For lawmakers and advocates who’ve been working on cannabis policy for years, the Montana Senate election is throwing one more hurdle into the long line of obstacles that weed legislation already needs to overcome to cross the finish line.

“What happened on that vote is that people actually got hurt,” said Rodgers. “In this situation, veterans [and] Native Americans … were the first casualty in this political battle.”

Rising says she’s working to get the bill back for another floor vote before the August recess, and Moran also confirmed he still wants to bring the bill back for another vote. With Sen. Dianne Feinstein (D-Calif.) back in town after health issues, the bill would be just one vote away from cloture — a vote supporters think they can coax out of one of the “nay” voters that caught them by surprise, like Young or Cramer.

The other weed bill

The SAFE Banking Act also has bipartisan support and has passed the House seven times in previous years, but the Senate has not yet moved it out of committee. At the end of the last Congress, a tentative agreement was reached on a package of cannabis bills built around the SAFE Act — but the deal ultimately ran out of runway in December. Senate Majority Leader Chuck Schumer (D-N.Y.) said in a recent interview with POLITICO that Cannabis banking is still a priority.

Muddying the waters further is Daines, the SAFE Act’s lead GOP cosponsor who voted against the veterans cannabis bill.

Advocates are now eyeing that vote with concern as Daines negotiates with Schumer, Brown and the cannabis banking bill’s other lead sponsor Sen. Jeff Merkley (D-Ore.) on the bill’s details. Three cannabis advocates POLITICO spoke with said they worried that Daines’ decision to not play ball on one cannabis bill could make Democrats less inclined to work with him on the other bill.

When asked if his vote on vets was complicating matters with the SAFE Banking Act, Daines argued that Democrats are the ones slowing the bill down right now. In a May hearing, Sen. Jack Reed (D-R.I.) raised concerns that the bill could make it more difficult for regulators to flag relationships that could present risks to banks — and now lawmakers are negotiating potential changes to one section of the legislation to address Reed’s issues.

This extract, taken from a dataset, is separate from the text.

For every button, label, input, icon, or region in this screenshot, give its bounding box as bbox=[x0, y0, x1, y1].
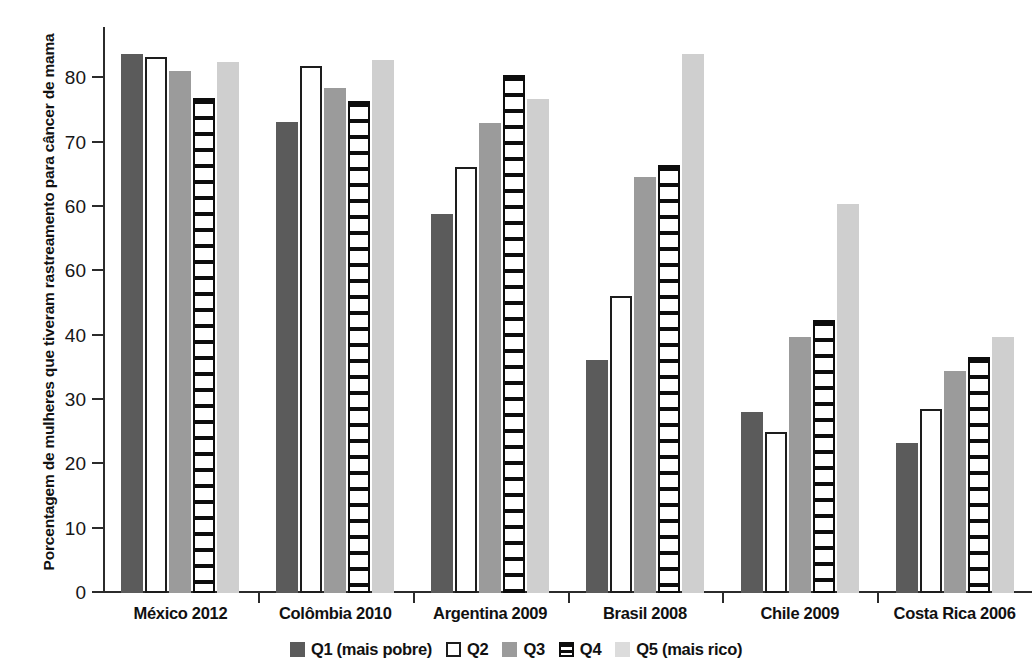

The SAFE Act’s other backers, meanwhile, were quick to separate it from the veteran bill’s troubles.

Merkley said the veterans bill “was a different policy issue on which people had disagreements with the policy.”

Sen. Cynthia Lummis (R-Wyo.), a cosponsor of the cannabis banking bill who voted against the veterans package, added it wouldn’t be “fair to assume” that the veterans package vote is “in any way indicative that there will be tough sledding for the SAFE Banking Act.”